Tom Cruise got the role of Pete “Maverick” Mitchell in Top Gun after a meeting with some Navy pilots determined to rattle a young actor they had badly misjudged… as a hippie.
The sequel to the 1986 film, Top Gun: Maverick, became the biggest hit of 2022, with the now-60-year-old Cruise reprising the role he first played at 24. He returns this summer with Mission: Impossible — Dead Reckoning. But the movie that made him a box-office powerhouse was Top Gun.
Almost everyone involved in the original Top Gun, including screenwriters Jim Cash and Jack Epps Jr., had Cruise in their sights thanks to his star-making turn in the 1983 film Risky Business. Cruise was fresh from Legend, by director Ridley Scott, whose brother Tony Scott ended up directing Top Gun.
Also Read: Tom Cruise and Mission Impossible Director Christopher McQuarrie Argue a Lot — About You
“When we got the script from Cash and Epps, we felt that the perfect actor — it really came from them — was going to be Tom Cruise,” Bruckheimer said in a commentary on the 2020 Top Gun Blu-Ray release. “We’d sent various versions of the script to Tom. There was interest, but he would never sign on the dotted line. We just couldn’t get him to say yes.”
So Bruckheimer enlisted the Blue Angels — the U.S. Navy’s flight demonstration squadron — because the Navy had agreed to help with Top Gun.
“He’d just finished a movie called Legend with Ridley Scott,” Bruckheimer explained on the commentary track. “He had this long ponytail. I called the information officer at the Pentagon and I said, ‘Look, we need to close this thing with Tom. When are the Blue Angels going to be around?’ And they were in El Centro [California] for an airshow. So I got ahold of Tom’s agent… and said ‘Look, we’d like to send Tom down, let him take a flight and see what it’s really like in one of these planes.'”
Bruckheimer continued: “Tom jumps on his motorcycle and drives down to El Central and pulls off his helmet. He’s got this long ponytail. So right away these pilots say, ‘Oh, we’ve got this hippie. Let’s give him the ride of his life.’ So they spin him at three or four G’s and five G’s and turned him upside down.”
The Tom Cruise Work Ethic
But Tom Cruise, the pilots soon learned, was no hippie.
“I’m sure he threw up all over the plane, but when he got on the ground, he went to the nearest phone booth — because mobile phones weren’t in fashion or around in those days — and called me and said, ‘I’m doing the movie. That’s it.’ So he loved the speed and loved the excitement and loved the pilots.”

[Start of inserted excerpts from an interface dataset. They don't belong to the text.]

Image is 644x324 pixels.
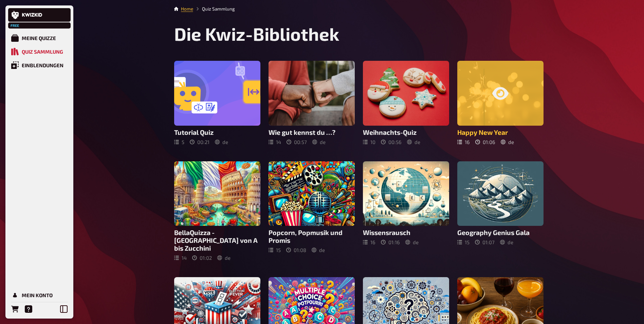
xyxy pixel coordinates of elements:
[174,61,260,145] a: Tutorial Quiz500:21de
[193,5,235,12] li: Quiz Sammlung
[363,239,375,245] div: 16
[363,228,449,236] h3: Wissensrausch
[8,288,70,302] a: Mein Konto
[190,139,209,145] div: 00 : 21
[8,45,70,58] a: Quiz Sammlung
[312,247,325,253] div: de
[174,23,543,44] h1: Die Kwiz-Bibliothek
[457,61,543,145] a: Happy New Year1601:06de
[174,139,184,145] div: 5
[363,128,449,136] h3: Weihnachts-Quiz
[457,139,470,145] div: 16
[192,255,212,261] div: 01 : 02
[174,161,260,261] a: BellaQuizza - [GEOGRAPHIC_DATA] von A bis Zucchini1401:02de
[457,128,543,136] h3: Happy New Year
[457,228,543,236] h3: Geography Genius Gala
[174,255,187,261] div: 14
[174,128,260,136] h3: Tutorial Quiz
[9,24,21,28] span: Free
[8,302,22,316] a: Bestellungen
[312,139,326,145] div: de
[269,128,355,136] h3: Wie gut kennst du …?
[457,239,469,245] div: 15
[269,247,281,253] div: 15
[363,161,449,261] a: Wissensrausch1601:16de
[500,239,513,245] div: de
[269,61,355,145] a: Wie gut kennst du …?1400:57de
[22,49,63,55] div: Quiz Sammlung
[181,5,193,12] li: Home
[22,62,63,68] div: Einblendungen
[287,139,307,145] div: 00 : 57
[381,139,402,145] div: 00 : 56
[181,6,193,12] a: Home
[405,239,418,245] div: de
[501,139,514,145] div: de
[363,139,375,145] div: 10
[269,161,355,261] a: Popcorn, Popmusik und Promis1501:08de
[8,31,70,45] a: Meine Quizze
[381,239,400,245] div: 01 : 16
[475,139,495,145] div: 01 : 06
[269,139,281,145] div: 14
[22,35,56,41] div: Meine Quizze
[174,228,260,252] h3: BellaQuizza - [GEOGRAPHIC_DATA] von A bis Zucchini
[8,58,70,72] a: Einblendungen
[217,255,230,261] div: de
[407,139,420,145] div: de
[286,247,306,253] div: 01 : 08
[269,228,355,244] h3: Popcorn, Popmusik und Promis
[363,61,449,145] a: Weihnachts-Quiz1000:56de
[475,239,495,245] div: 01 : 07
[457,161,543,261] a: Geography Genius Gala1501:07de
[215,139,228,145] div: de
[22,302,35,316] a: Hilfe
[22,292,52,298] div: Mein Konto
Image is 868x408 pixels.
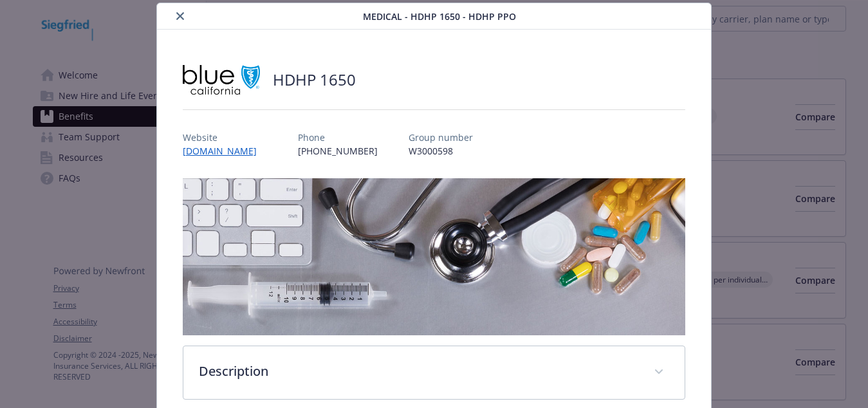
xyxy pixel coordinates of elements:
p: W3000598 [409,144,473,157]
p: Website [183,130,267,144]
div: Description [183,346,685,399]
h2: HDHP 1650 [273,69,356,91]
a: [DOMAIN_NAME] [183,145,267,157]
button: close [172,9,188,24]
p: [PHONE_NUMBER] [298,144,378,157]
p: Description [199,361,638,381]
span: Medical - HDHP 1650 - HDHP PPO [363,9,516,23]
img: banner [183,178,685,335]
p: Group number [409,130,473,144]
p: Phone [298,130,378,144]
img: Blue Shield of California [183,61,260,99]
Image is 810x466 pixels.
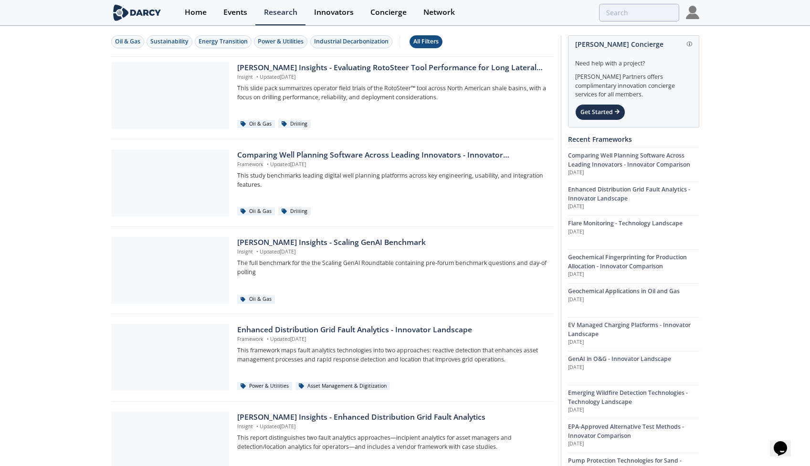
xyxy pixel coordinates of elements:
[568,239,700,273] a: Flare Monitoring - Technology Landscape [DATE] PDF Content
[111,324,554,391] a: PDF Content Enhanced Distribution Grid Fault Analytics - Innovator Landscape Framework •Updated[D...
[568,317,658,335] div: Geochemical Applications in Oil and Gas
[237,207,275,216] div: Oil & Gas
[310,35,393,48] button: Industrial Decarbonization
[255,74,260,80] span: •
[237,336,547,343] p: Framework Updated [DATE]
[410,35,443,48] button: All Filters
[237,259,547,276] p: The full benchmark for the the Scaling GenAI Roundtable containing pre-forum benchmark questions ...
[575,68,692,99] div: [PERSON_NAME] Partners offers complimentary innovation concierge services for all members.
[115,37,140,46] div: Oil & Gas
[568,187,658,194] p: [DATE]
[237,237,547,248] div: [PERSON_NAME] Insights - Scaling GenAI Benchmark
[568,422,700,463] a: Emerging Wildfire Detection Technologies - Technology Landscape [DATE] PDF Content
[568,378,658,385] p: [DATE]
[111,35,144,48] button: Oil & Gas
[111,149,554,216] a: PDF Content Comparing Well Planning Software Across Leading Innovators - Innovator Comparison Fra...
[568,260,658,267] p: [DATE]
[199,37,248,46] div: Energy Transition
[265,161,270,168] span: •
[150,37,189,46] div: Sustainability
[314,37,389,46] div: Industrial Decarbonization
[568,276,658,303] div: Geochemical Fingerprinting for Production Allocation - Innovator Comparison
[111,4,163,21] img: logo-wide.svg
[568,303,658,310] p: [DATE]
[258,37,304,46] div: Power & Utilities
[568,131,700,148] div: Recent Frameworks
[237,248,547,256] p: Insight Updated [DATE]
[568,347,700,388] a: EV Managed Charging Platforms - Innovator Landscape [DATE] PDF Content
[237,295,275,304] div: Oil & Gas
[147,35,192,48] button: Sustainability
[237,84,547,102] p: This slide pack summarizes operator field trials of the RotoSteer™ tool across North American sha...
[237,423,547,431] p: Insight Updated [DATE]
[255,423,260,430] span: •
[568,273,700,314] a: Geochemical Fingerprinting for Production Allocation - Innovator Comparison [DATE] PDF Content
[568,243,658,260] div: Flare Monitoring - Technology Landscape
[568,202,658,228] div: Enhanced Distribution Grid Fault Analytics - Innovator Landscape
[575,53,692,68] div: Need help with a project?
[237,161,547,169] p: Framework Updated [DATE]
[687,42,692,47] img: information.svg
[255,248,260,255] span: •
[568,198,700,239] a: Enhanced Distribution Grid Fault Analytics - Innovator Landscape [DATE] PDF Content
[568,392,658,410] div: GenAI in O&G - Innovator Landscape
[237,149,547,161] div: Comparing Well Planning Software Across Leading Innovators - Innovator Comparison
[254,35,308,48] button: Power & Utilities
[568,452,658,460] p: [DATE]
[424,9,455,16] div: Network
[568,426,658,452] div: Emerging Wildfire Detection Technologies - Technology Landscape
[237,62,547,74] div: [PERSON_NAME] Insights - Evaluating RotoSteer Tool Performance for Long Lateral Applications
[237,382,292,391] div: Power & Utilities
[223,9,247,16] div: Events
[278,207,311,216] div: Drilling
[265,336,270,342] span: •
[414,37,439,46] div: All Filters
[371,9,407,16] div: Concierge
[237,346,547,364] p: This framework maps fault analytics technologies into two approaches: reactive detection that enh...
[237,171,547,189] p: This study benchmarks leading digital well planning platforms across key engineering, usability, ...
[686,6,700,19] img: Profile
[195,35,252,48] button: Energy Transition
[568,410,658,417] p: [DATE]
[568,388,700,422] a: GenAI in O&G - Innovator Landscape [DATE] PDF Content
[568,228,658,235] p: [DATE]
[770,428,801,456] iframe: chat widget
[264,9,297,16] div: Research
[568,351,658,377] div: EV Managed Charging Platforms - Innovator Landscape
[568,335,658,342] p: [DATE]
[185,9,207,16] div: Home
[237,74,547,81] p: Insight Updated [DATE]
[575,36,692,53] div: [PERSON_NAME] Concierge
[237,434,547,451] p: This report distinguishes two fault analytics approaches—incipient analytics for asset managers a...
[111,62,554,129] a: PDF Content [PERSON_NAME] Insights - Evaluating RotoSteer Tool Performance for Long Lateral Appli...
[568,148,700,197] a: Comparing Well Planning Software Across Leading Innovators - Innovator Comparison [DATE] PDF Content
[568,313,700,347] a: Geochemical Applications in Oil and Gas [DATE] PDF Content
[278,120,311,128] div: Drilling
[575,104,626,120] div: Get Started
[314,9,354,16] div: Innovators
[237,324,547,336] div: Enhanced Distribution Grid Fault Analytics - Innovator Landscape
[568,151,658,187] div: Comparing Well Planning Software Across Leading Innovators - Innovator Comparison
[237,120,275,128] div: Oil & Gas
[111,237,554,304] a: PDF Content [PERSON_NAME] Insights - Scaling GenAI Benchmark Insight •Updated[DATE] The full benc...
[599,4,679,21] input: Advanced Search
[237,412,547,423] div: [PERSON_NAME] Insights - Enhanced Distribution Grid Fault Analytics
[296,382,390,391] div: Asset Management & Digitization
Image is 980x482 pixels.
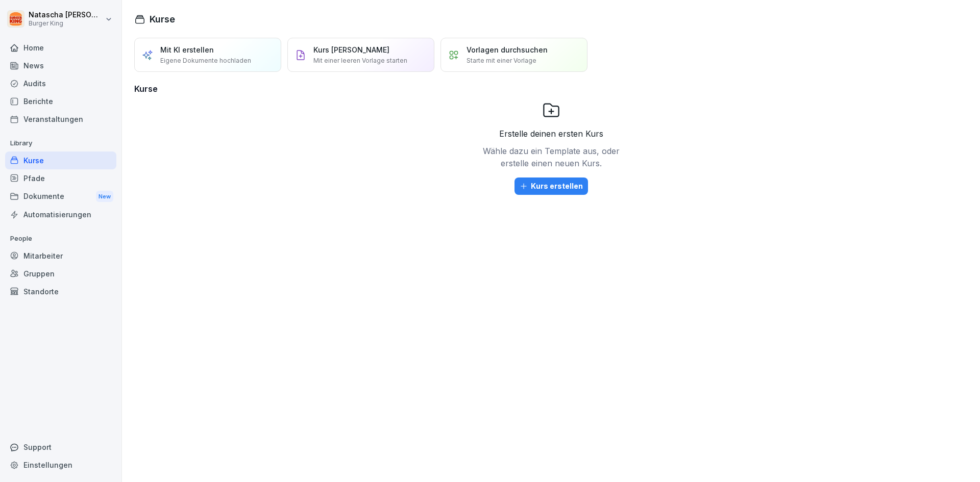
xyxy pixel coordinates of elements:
p: Erstelle deinen ersten Kurs [499,128,604,140]
a: DokumenteNew [5,187,117,206]
div: New [96,191,113,203]
h3: Kurse [134,82,968,95]
p: Mit einer leeren Vorlage starten [314,56,407,65]
a: Automatisierungen [5,205,117,224]
div: Kurs erstellen [520,181,583,192]
a: News [5,57,117,75]
a: Gruppen [5,265,117,283]
h1: Kurse [149,12,175,26]
a: Berichte [5,92,117,110]
a: Kurse [5,152,117,169]
a: Veranstaltungen [5,110,117,128]
p: Eigene Dokumente hochladen [160,56,251,65]
a: Pfade [5,169,117,187]
p: Mit KI erstellen [160,44,214,55]
p: Wähle dazu ein Template aus, oder erstelle einen neuen Kurs. [480,145,623,169]
div: Support [5,438,117,456]
p: Burger King [29,20,103,27]
a: Mitarbeiter [5,247,117,265]
p: Natascha [PERSON_NAME] [29,10,103,20]
p: People [5,230,117,247]
a: Standorte [5,283,117,300]
button: Kurs erstellen [515,177,588,195]
div: Dokumente [5,187,117,206]
p: Library [5,135,117,152]
p: Kurs [PERSON_NAME] [314,44,390,55]
a: Audits [5,75,117,92]
a: Einstellungen [5,456,117,473]
p: Starte mit einer Vorlage [467,56,537,65]
p: Vorlagen durchsuchen [467,44,548,55]
a: Home [5,39,117,57]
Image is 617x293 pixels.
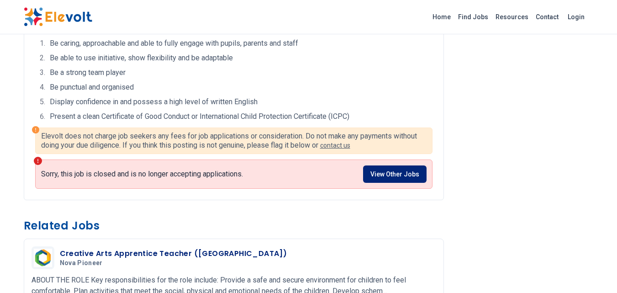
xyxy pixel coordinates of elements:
li: Be punctual and organised [47,82,433,93]
p: Sorry, this job is closed and is no longer accepting applications. [41,169,243,179]
a: View Other Jobs [363,165,427,183]
iframe: Chat Widget [572,249,617,293]
a: contact us [320,142,350,149]
a: Resources [492,10,532,24]
a: Contact [532,10,562,24]
a: Login [562,8,590,26]
img: Elevolt [24,7,92,26]
li: Be caring, approachable and able to fully engage with pupils, parents and staff [47,38,433,49]
li: Present a clean Certificate of Good Conduct or International Child Protection Certificate (ICPC) [47,111,433,122]
li: Display confidence in and possess a high level of written English [47,96,433,107]
h3: Creative Arts Apprentice Teacher ([GEOGRAPHIC_DATA]) [60,248,287,259]
span: Nova Pioneer [60,259,103,267]
a: Find Jobs [455,10,492,24]
h3: Related Jobs [24,218,444,233]
p: Elevolt does not charge job seekers any fees for job applications or consideration. Do not make a... [41,132,427,150]
img: Nova Pioneer [34,249,52,267]
li: Be a strong team player [47,67,433,78]
a: Home [429,10,455,24]
li: Be able to use initiative, show flexibility and be adaptable [47,53,433,64]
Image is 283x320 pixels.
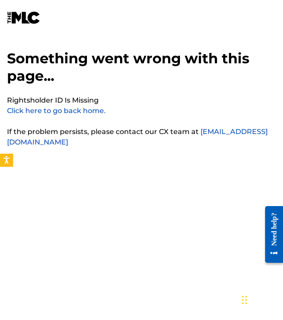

The next step was finding a director — a story you can read about here.
In fairness to the Blue Angels, who I’m sure were very good at their jobs, Cruise did have a brief, unfortunate foray into hippiedom in the 1988 movie Cocktail, in which he mixed drinks to a song called the “Hippy Hippy Shake.”
In Mission: Impossible — Dead Reckoning, Cruise further distances himself from any accusations of hippiedom with a very aggressive work ethic that — according to director Christopher McQuarrie — includes arguing over almost every scene, in hopes of making it as thrilling for viewers as humanly possible.
“I get asked all the time, ‘Do you and Tom ever argue?’ Yes, we argue every single day on your behalf. It’s not about my vision or Tom’s vision. It’s about your experience,” McQuarrie told MovieMaker.
Main image: Biker yes, hippie no. Kelly McGillis and Tom Cruise in Top Gun, directed by Tony Scott.